We should eagerly drink spiritual wine and become drunk with a sober-minded drunkenness so that, just as those glutted with ordinary wine become more talkative, we too, brim-full with this spiritual wine, may speak of the divine mysteries. (99)

~David Samuel Thomas

*Quotations from "The Philokalia, Vol III". Palmer, Sherrard, & Ware, ed. trans. London: Faber & Faber, 1984

19 December 2008

Cup-O-Camel


I take my relationship with Christ seriously. But it's the kind of "seriousness" that children exhibit when they play. Intensity and absorption mingled with abandonment and joy. As G.K. Chesterton said, "It is the test of a good religion whether you can joke about it."

There is a kind of "seriousness" that is poison. It leads to legalism and even depression. That was the problem the pharisees had. They were so uptight that they served God out of duty rather than love.

This "tainted seriousness" is not just found in religion, but also in politics and everyday living. Rigidness is one manifestation. Another is to believe that things are actually as bad as you imagine they are.

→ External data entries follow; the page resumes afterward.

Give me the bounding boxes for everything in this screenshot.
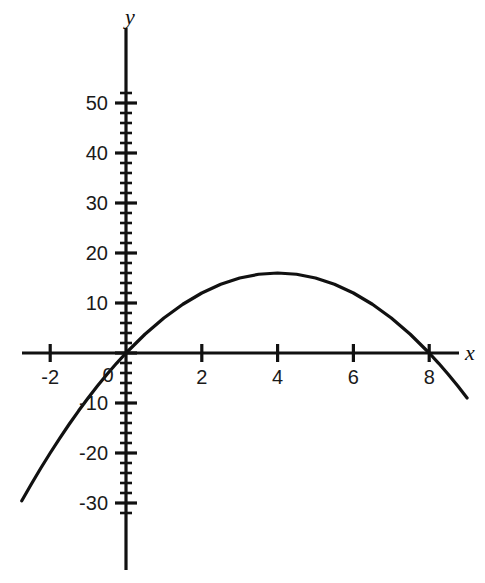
y-axis-tick-labels: -30-20-101020304050	[79, 92, 108, 514]
y-tick-label: -30	[79, 492, 108, 514]
y-tick-label: 40	[86, 142, 108, 164]
x-tick-label: 8	[424, 366, 435, 388]
y-tick-label: 50	[86, 92, 108, 114]
x-tick-label: 6	[348, 366, 359, 388]
graph-figure: -202468 -30-20-101020304050 x y	[0, 0, 485, 583]
x-tick-label: 4	[272, 366, 283, 388]
x-axis-label: x	[464, 340, 475, 365]
y-tick-label: 30	[86, 192, 108, 214]
x-tick-label: 2	[196, 366, 207, 388]
y-axis-label: y	[123, 4, 135, 29]
x-tick-label: -2	[41, 366, 59, 388]
y-tick-label: -10	[79, 392, 108, 414]
y-tick-label: 20	[86, 242, 108, 264]
coordinate-plane-svg: -202468 -30-20-101020304050 x y	[0, 0, 485, 583]
x-tick-label: 0	[102, 364, 113, 386]
y-tick-label: 10	[86, 292, 108, 314]
y-tick-label: -20	[79, 442, 108, 464]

So what's the antidote? One is to just lighten up. Another is to exaggerate circumstances until they are so ridiculous that you can't help but laugh. St. Francis of Asissi was good at this as exemplified in a conversation he had with friar while walking in a cold winter storm:

"When we come to St. Mary of the Angels (monastery) soaked by the rain and frozen by the cold, all soiled with mud and suffering from hunger, and we ring at the gate of the place and the brother porter comes out and says angrily: 'Who are you?' and we say: 'We are two of your brothers.' And he contradicts us, saying, 'You are not telling the truth. Rather you are two rascals who go around deceiving people and stealing what they give to the poor. Go away!' And he does not open for us, but makes us stand outside in the snow and rain, cold and hungry, until night falls--then if we endure all those insults and cruel rebuffs patiently, without being troubled and without complaining, and if we reflect humbly and charitably that the porter really knows us and that God makes him speak against us, oh, Brother Leo, write that perfect joy is there."

By imagining such an extreme scenario, he could walk in the snow and rain with joy rather than complaint and despair. Plus, even if such a thing happened, he was already prepared to be joyful.

Jesus offered the cure of exaggeration to the pharisees. They were blind to justice, mercy, and faith because of their "seriousness". Our Lord said that they "strain out a gnat and swallow a camel!" (Matthew 23:24). What an absurd image, but it showed how ridiculous their legalism was. Then he continued with images of cups that are clean on the outside but filled with filth, of whitewashed tombs that contain decaying bodies.

Take the horrendous tragedies in your life and look at them in a way that will make you laugh. If you are taking life too seriously, have a bowl of camel soup.

18 June 2008

Desire for God

In the days of the Desert Fathers, a young monk sought out an elder monk who was known for his great holiness. The elder agreed to teach the young man everything he knew about prayer and the spiritual life.

He took the young man to a river and instructed him to immerse himself. The young man did and immediately the older man pushed the young man’s head under the water and held him down. The young man submitted to this for a short time, but then he became frightened that he was going to drown. He began to struggle against the old monk’s grip, fighting for air.

Finally, when the young man thought his lungs would burst, the old man released him. The young man stood up, gasping for air, looking at the old man in astonishment.

The elder monk looked at him calmly. “What did you experience while you were under the water?”

“I thought I was going to die,” he spluttered.

“Why were you going to die?”

The young man was angry. “Old man,” he spat, “I needed to breathe. I came here to learn the ways of God, and of prayer. And instead you tried to murder me!”

“You wanted that breath of air more than anything else?”

“Of course.”

“When you desire God as much as you desired that breath of air, then you will understand.”